Thinking about and knowing that death is going to happen, changes they way people see the world and the people they love. Death changes the way someone views love and how they treat their loved ones; it also changes how their loved ones see them. Hazel Grace does not know when she is going to die, but she knows it could be soon and it hurts her, “I also don’t really want this particular life. But it’s really just the sky, the sky that’s making me sad…” (Green 121). Hazel knows about her death and she hates it. She tries her hardest not to be afraid of hers and everyone’s impending death, “I wanted to try to reflect dying as I could, and part of that is frustration and anger and shortness and fear” (Green 93). Hazel and Augustus understand that they are dying and that is it healthy to talk about it because, “Not talking about death can create tension between people, even if hey are close and increase fear, sadness, loneliness, and anxiety” (Talking about Dying). They both have the effect of others treating them differently because of their cancer.
Green uses Hazel to display how having cancer changes the way people treat her. Hazel knows she is hurting her parents by having this illness. She understand that she is not at fault for having stage four, but she hates hurting them, anyway; “I hate hurting them. Most the time, I could forget about it, but the inexorable truth is this: They might be glad to have me around, but I was the alpha and the omega of my parents suffering” (Green 116). She knows that because she has cancer, she is treated differently by her parents and by other people. As a result of cancer she realizes people are afraid to talk about dying or being sick around her because no one is in the similar situation as her. Hazel tries to clarify this, “I mean I would just die—and they stopped short, looking at me as if to say ‘I’m sorry’ as if it were a crime to mention death to the dying” (Green 44). Not talking about death to the dying gives them false hope of being able to survive, and that is unhealthy and harmful for them; “It is very helpful to tell them that you are willing to talk and not close the subject down with ‘oh things will be fine’ or ‘lets not talk like that’ realize that they are dying” (Talking about Dying). Hazel’s parents do not know but they hurt her too, “Mom sobbed something into Dad’s chest that I wish I hadn’t heard, and that I hope she never finds out that I did hear. She said, ‘I won’t be a mom anymore.’ It gutted me pretty badly” (Green 117). To cause less pain to their parents Hazel and Augustus will do things that make them happy, or not do things that could harm them.
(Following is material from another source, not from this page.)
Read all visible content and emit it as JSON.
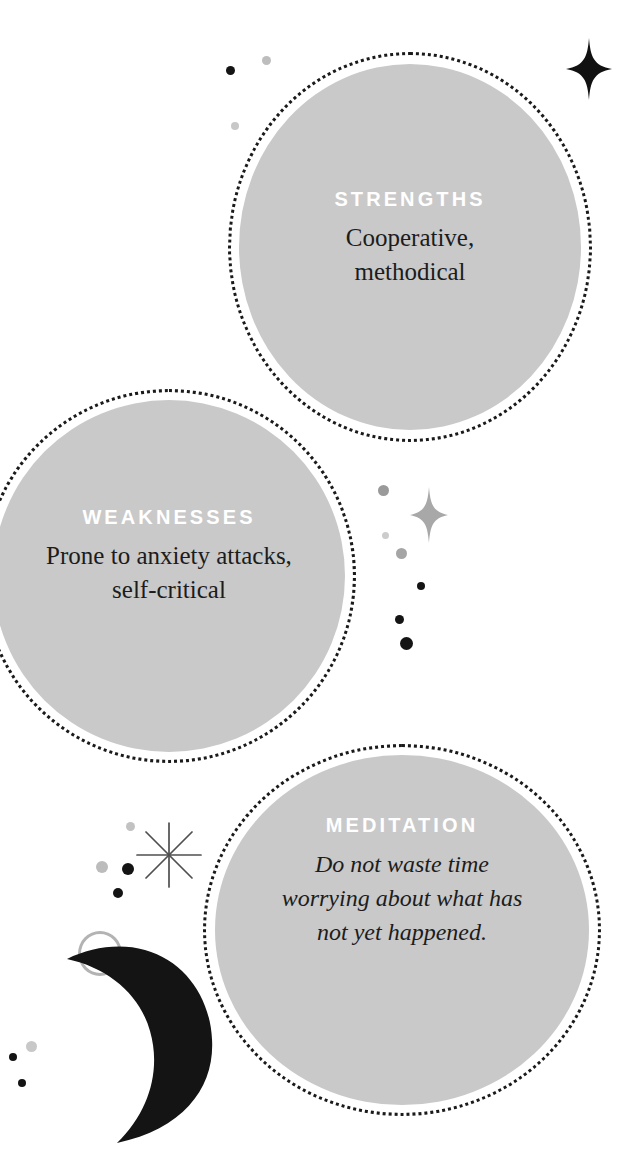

Even though both of the kids do not want to, Augustus told his mother, “‘Because it’s my life mom and it belongs to me’” (Green 139).
Parents have to live with the fact that their child is dying. Parents of children who have cancer have a good intuition that they are going to have to bury their child; “The real tragedy of cancer may be that it affects all people of all ages and children suffering from he disease are often hit the hardest” (Syme). Parents have a hard time when their kid has a cold, but when their son or daughter is diagnosed with cancer they become a complete secret wreck. Parents have to live with their dying child and cannot prevent the sickness from spreading, “There is only one thing in this world shitter than biting it from cancer when you’re sixteen, and that’s having a kid who bites it from cancer” (Green 31). Parents have to stay strong for their children, “People talk about the courage of cancer patients, and I do not deny that courage. I have been poked, and stabbed, and poisoned for years, and I still trod on” (Green 107). As previously stated, parents have to be strong for their child’s sake. Often cancer kids experience some type of psychological disorder after they are diagnosed with the illness, “Immediately following a child’s cancer diagnosis most patients experience acute stress” (Clay). Support groups can help both the cancer victim and the parents through this difficult time.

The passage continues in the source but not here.